During critiques of my work, I take notes on my laptop, and I sketch on a stack of paper. I number each item, component, or artifact on both the paper and in the typed notes. As a person is speaking, I try to type the exact comment and link to its number. I also try to log who said what, so I can follow up later if I need to. In a few instances, I've found written feedback to be politically useful, too: When teams wonder where seemingly irrelevant decisions came from, we can identify whether we hatched them.
A critique can feel overwhelming because it can generate a large quantity of comments, suggestions, and complaints. As a group gains momentum and sometimes seems to rip apart your core idea, you'll again be tempted to defend your work. Instead consider that those comments and your recording of them don't mean you have to act on them. It should be libertating to recognizing that a critique is not a mandate and that comments are only suggestions.

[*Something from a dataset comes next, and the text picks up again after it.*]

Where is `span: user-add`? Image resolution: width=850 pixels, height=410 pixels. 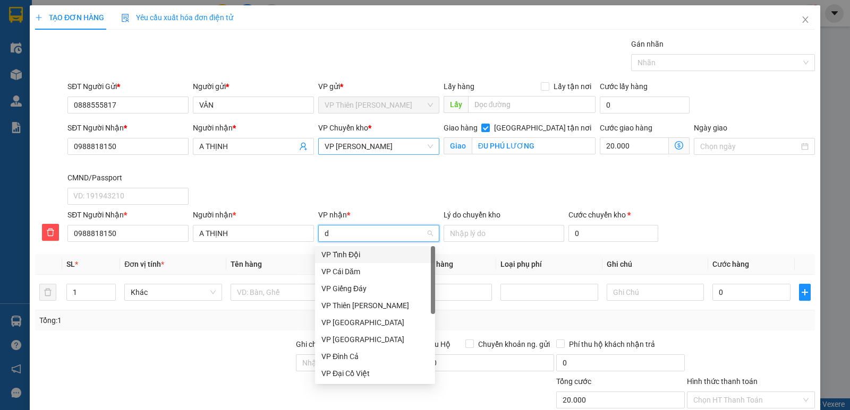
span: user-add is located at coordinates (303, 147).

The end of a creative meeting is just as important as its beginning and center. People tend to leave the critique with very different views about what happened. If you quietly listened and took notes, one view they're likely to share is validation—that you heard them. That builds and reinforces trust and teamwork.
But be warned: Because the participants talked and drew their ideas into existence and saw you paying attention, they will come to think of their ideas as facts. If they don't see them reflected in the next round of revisions, you'll frustrate them. They'll feel as though you ignored them and they wasted their time.
To prevent this reaction, also set ground rules at the end of the critique: Explain how the post-critique synthesis will work. Say something like, “I heard all of what you said, and I wrote it all down. You've given me a lot to think about. I don't agree with everything, so you may not see your comments visualized in the next iteration. If you feel strongly about what you said today, let's talk about it in a one-on-one setting.”
If you're in a big or politically volatile group, email everyone both your notes and this disclaimer: “These notes represent what was said during the critique, not what was committed to.” Then, no matter how strongly you emphasize the value your future work, be prepared to explain why you choose to ignore specific design suggestions.
To recap the importance and role of a critique—
It generates many ideas. It helps you escape the typical blind spot of an expert and see things in a new light. In expanding the canvas of potential, it also expands your solution set.
It acts as a way to narrow, refine, and improve the ideas you already came up with. It focuses and sharpens the solution set.
It builds comfort among the team by helping to manage the creative ambiguity and anxiety around a new idea. That's because the critique shares the idea—it now belongs to the team, no longer only you. Because team members own it, they will support it, align around it, and champion it through the rest of the process.
Takeaway: Hold critiques regularly, and be sure to articulate and enforce their rules to ensure the productive transmission of negative criticism.